The result’s an unstable ecosystem the place households can’t reliably entry care, and employees can’t reliably construct a livelihood.

In well being care, we talk about burnout, staffing shortages, and system fragmentation. However long-term care typically sits on the fringe of visibility, important, but structurally ignored. When laws unintentionally cut back the provision of caregivers, the implications fall instantly on sufferers:

  • Longer ready instances.
  • Elevated caregiver turnover.
  • Disrupted continuity of care.
  • Unsafe house environments for older adults.

These should not small administrative points. They erode the muse of elder care.

The lesson each employees educate us

From reverse ends of the labor market, each caregivers and gig employees are sending the identical warning: A system that doesn’t steadiness safety with autonomy will fail the individuals who depend on it.

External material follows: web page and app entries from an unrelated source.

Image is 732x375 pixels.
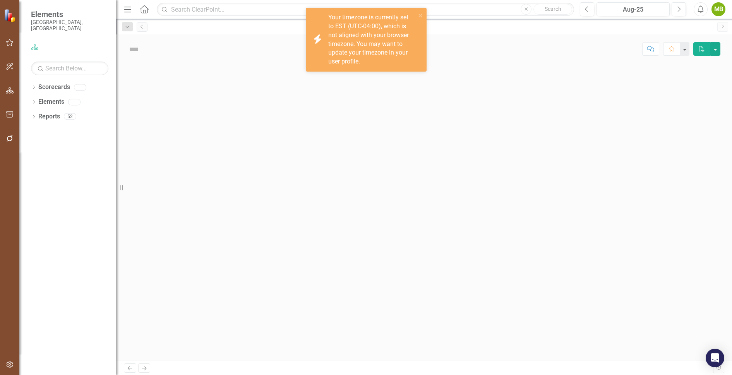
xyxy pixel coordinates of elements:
div: Open Intercom Messenger [706,349,724,367]
a: Scorecards [38,83,70,92]
button: Aug-25 [596,2,670,16]
input: Search Below... [31,62,108,75]
span: Search [545,6,561,12]
button: MB [711,2,725,16]
img: ClearPoint Strategy [4,9,17,22]
button: Search [533,4,572,15]
div: Aug-25 [599,5,667,14]
div: 52 [64,113,76,120]
input: Search ClearPoint... [157,3,574,16]
a: Reports [38,112,60,121]
small: [GEOGRAPHIC_DATA], [GEOGRAPHIC_DATA] [31,19,108,32]
a: Elements [38,98,64,106]
span: Elements [31,10,108,19]
button: close [418,11,423,20]
img: Not Defined [128,43,140,55]
div: Your timezone is currently set to EST (UTC-04:00), which is not aligned with your browser timezon... [328,13,416,66]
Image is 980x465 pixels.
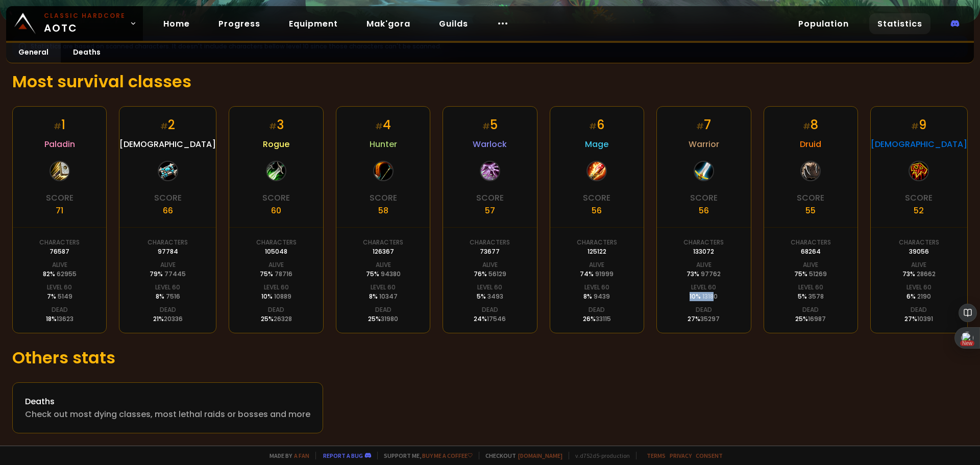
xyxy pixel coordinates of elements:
[263,138,289,151] span: Rogue
[164,269,186,278] span: 77445
[577,237,617,247] div: Characters
[46,314,73,324] div: 18 %
[25,395,310,407] div: Deaths
[481,305,498,314] div: Dead
[690,191,718,204] div: Score
[53,116,65,134] div: 1
[375,116,391,134] div: 4
[595,269,614,278] span: 91999
[917,269,935,278] span: 28662
[44,11,126,21] small: Classic Hardcore
[12,70,968,94] h1: Most survival classes
[256,237,297,247] div: Characters
[583,314,611,324] div: 26 %
[696,305,712,314] div: Dead
[588,305,604,314] div: Dead
[269,120,277,132] small: #
[911,116,926,134] div: 9
[589,260,604,269] div: Alive
[375,120,383,132] small: #
[670,451,691,459] a: Privacy
[798,292,824,301] div: 5 %
[702,292,718,301] span: 13180
[589,120,597,132] small: #
[422,451,473,459] a: Buy me a coffee
[55,204,63,217] div: 71
[476,191,504,204] div: Score
[595,314,611,323] span: 33115
[701,269,720,278] span: 97762
[211,14,268,34] a: Progress
[688,138,719,151] span: Warrior
[906,292,931,301] div: 6 %
[688,314,720,324] div: 27 %
[153,314,183,324] div: 21 %
[696,120,704,132] small: #
[275,269,292,278] span: 78716
[268,305,284,314] div: Dead
[166,292,180,301] span: 7516
[474,314,506,324] div: 24 %
[379,292,398,301] span: 10347
[281,14,346,34] a: Equipment
[487,292,504,301] span: 3493
[263,451,309,459] span: Made by
[370,191,397,204] div: Score
[261,292,292,301] div: 10 %
[696,451,723,459] a: Consent
[592,204,602,217] div: 56
[57,314,73,323] span: 13623
[155,14,198,34] a: Home
[809,292,824,301] span: 3578
[380,314,398,323] span: 31980
[44,138,75,151] span: Paladin
[902,269,935,279] div: 73 %
[274,314,292,323] span: 26328
[906,283,932,292] div: Level 60
[917,314,933,323] span: 10391
[808,314,826,323] span: 16987
[585,138,608,151] span: Mage
[479,451,563,459] span: Checkout
[156,292,180,301] div: 8 %
[899,237,939,247] div: Characters
[377,451,473,459] span: Support me,
[12,382,323,433] a: DeathsCheck out most dying classes, most lethal raids or bosses and more
[53,120,61,132] small: #
[696,260,711,269] div: Alive
[583,292,610,301] div: 8 %
[369,292,398,301] div: 8 %
[47,283,72,292] div: Level 60
[373,247,394,256] div: 126367
[686,269,720,279] div: 73 %
[585,283,609,292] div: Level 60
[160,305,176,314] div: Dead
[12,346,968,370] h1: Others stats
[154,191,181,204] div: Score
[119,138,216,151] span: [DEMOGRAPHIC_DATA]
[476,292,504,301] div: 5 %
[485,204,495,217] div: 57
[262,191,290,204] div: Score
[269,116,284,134] div: 3
[358,14,418,34] a: Mak'gora
[482,116,498,134] div: 5
[363,237,403,247] div: Characters
[474,269,506,279] div: 76 %
[802,305,819,314] div: Dead
[294,451,309,459] a: a fan
[480,247,500,256] div: 73677
[47,292,73,301] div: 7 %
[378,204,388,217] div: 58
[791,237,831,247] div: Characters
[909,247,929,256] div: 39056
[518,451,563,459] a: [DOMAIN_NAME]
[265,247,287,256] div: 105048
[155,283,180,292] div: Level 60
[323,451,363,459] a: Report a bug
[487,314,506,323] span: 17546
[646,451,666,459] a: Terms
[594,292,610,301] span: 9439
[473,138,507,151] span: Warlock
[60,43,113,63] a: Deaths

Caregivers want security, truthful wages, and manageable workloads, but in addition the liberty to serve a couple of household once they select. Gig employees want flexibility, but in addition the safety of fundamental protections once they face unavoidable dangers.

Each teams remind us that dignity in work is just not created by guidelines alone, nor by markets alone. It requires considerate design, and a society prepared to ask: What sort of care will we need to worth? What sort of employees will we need to assist?

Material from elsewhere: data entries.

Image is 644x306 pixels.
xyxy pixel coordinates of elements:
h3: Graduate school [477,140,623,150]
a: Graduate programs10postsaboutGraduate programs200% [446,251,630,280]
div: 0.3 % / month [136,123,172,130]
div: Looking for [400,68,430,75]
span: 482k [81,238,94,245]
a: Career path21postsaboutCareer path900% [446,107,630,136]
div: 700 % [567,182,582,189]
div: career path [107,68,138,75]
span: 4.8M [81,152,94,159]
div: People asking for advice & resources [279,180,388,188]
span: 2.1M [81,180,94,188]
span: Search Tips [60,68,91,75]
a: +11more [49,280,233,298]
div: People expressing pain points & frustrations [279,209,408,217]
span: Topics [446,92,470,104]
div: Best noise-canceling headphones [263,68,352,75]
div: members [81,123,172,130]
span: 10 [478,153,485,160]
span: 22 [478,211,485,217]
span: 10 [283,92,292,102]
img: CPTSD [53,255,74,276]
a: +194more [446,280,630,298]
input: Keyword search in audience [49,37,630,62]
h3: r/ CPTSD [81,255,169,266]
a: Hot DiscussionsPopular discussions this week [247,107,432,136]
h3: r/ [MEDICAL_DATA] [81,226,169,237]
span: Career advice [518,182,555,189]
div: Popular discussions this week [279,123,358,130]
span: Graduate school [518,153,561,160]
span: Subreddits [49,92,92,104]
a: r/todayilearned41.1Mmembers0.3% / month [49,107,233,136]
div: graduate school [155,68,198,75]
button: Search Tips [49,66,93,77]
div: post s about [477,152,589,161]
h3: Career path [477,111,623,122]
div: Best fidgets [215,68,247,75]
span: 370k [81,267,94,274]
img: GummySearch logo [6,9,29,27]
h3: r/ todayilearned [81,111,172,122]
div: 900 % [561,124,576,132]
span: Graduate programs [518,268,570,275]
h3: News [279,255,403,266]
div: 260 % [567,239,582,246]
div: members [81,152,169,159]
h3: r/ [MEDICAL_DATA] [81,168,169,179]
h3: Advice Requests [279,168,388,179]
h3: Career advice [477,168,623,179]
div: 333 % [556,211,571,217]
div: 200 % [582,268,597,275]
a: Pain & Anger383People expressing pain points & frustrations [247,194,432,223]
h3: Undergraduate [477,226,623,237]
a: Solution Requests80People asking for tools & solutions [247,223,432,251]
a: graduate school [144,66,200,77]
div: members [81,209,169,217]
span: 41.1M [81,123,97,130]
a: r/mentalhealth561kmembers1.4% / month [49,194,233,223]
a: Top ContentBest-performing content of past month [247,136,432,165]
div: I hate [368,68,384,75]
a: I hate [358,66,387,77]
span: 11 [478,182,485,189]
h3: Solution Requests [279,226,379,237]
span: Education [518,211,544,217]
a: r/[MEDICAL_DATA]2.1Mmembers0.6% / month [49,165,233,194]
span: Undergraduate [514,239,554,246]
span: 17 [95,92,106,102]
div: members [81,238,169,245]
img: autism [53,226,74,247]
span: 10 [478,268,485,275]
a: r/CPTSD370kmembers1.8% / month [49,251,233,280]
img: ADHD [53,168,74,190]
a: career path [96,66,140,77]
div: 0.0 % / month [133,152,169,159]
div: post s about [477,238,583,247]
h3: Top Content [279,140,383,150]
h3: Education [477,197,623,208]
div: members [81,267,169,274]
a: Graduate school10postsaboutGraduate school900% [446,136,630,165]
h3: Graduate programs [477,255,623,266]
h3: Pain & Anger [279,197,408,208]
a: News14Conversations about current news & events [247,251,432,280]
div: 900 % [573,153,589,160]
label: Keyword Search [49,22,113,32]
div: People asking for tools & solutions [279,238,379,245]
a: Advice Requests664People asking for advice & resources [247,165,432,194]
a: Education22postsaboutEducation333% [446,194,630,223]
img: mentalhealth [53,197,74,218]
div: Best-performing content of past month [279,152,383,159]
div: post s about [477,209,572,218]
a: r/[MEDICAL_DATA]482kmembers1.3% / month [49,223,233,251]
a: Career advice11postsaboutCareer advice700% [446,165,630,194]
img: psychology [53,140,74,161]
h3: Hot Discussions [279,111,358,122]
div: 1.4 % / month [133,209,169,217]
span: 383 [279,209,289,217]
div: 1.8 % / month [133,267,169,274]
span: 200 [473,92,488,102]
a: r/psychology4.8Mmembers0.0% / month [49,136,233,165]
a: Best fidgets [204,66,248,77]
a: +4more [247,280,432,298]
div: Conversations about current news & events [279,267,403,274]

If we don’t repair this now

Sooner or later, many people (or our dad and mom) will need assistance getting off the bed, bathing safely, or just having somebody close by who cares.

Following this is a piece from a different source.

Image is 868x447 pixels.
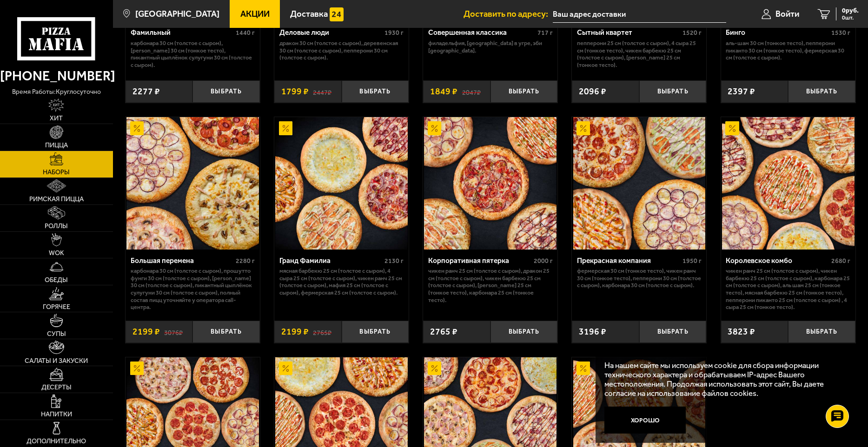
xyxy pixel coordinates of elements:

On that day, the query won’t be about laws or platforms. It will likely be heartbreakingly easy: “Is anybody obtainable?”

Proper now, households are already listening to the reply: “There are employees, however they aren’t allowed to come back.”

A sustainable care system can’t afford that silence.

Gerald Kuo, a doctoral pupil within the Graduate Institute of Enterprise Administration at Fu Jen Catholic College in Taiwan, makes a speciality of well being care administration, long-term care techniques, AI governance in scientific and social care settings, and elder care coverage. He’s affiliated with the House Well being Care Charity Affiliation and maintains knowledgeable presence on Fb, the place he shares updates on analysis and neighborhood work. Kuo helps function a day-care heart for older adults, working intently with households, nurses, and neighborhood physicians. His analysis and sensible efforts deal with decreasing administrative pressure on clinicians, strengthening continuity and high quality of elder care, and growing sustainable service fashions by way of information, expertise, and cross-disciplinary collaboration. He’s notably focused on how rising AI instruments can assist getting old scientific workforces, improve care supply, and construct higher belief between well being techniques and the general public.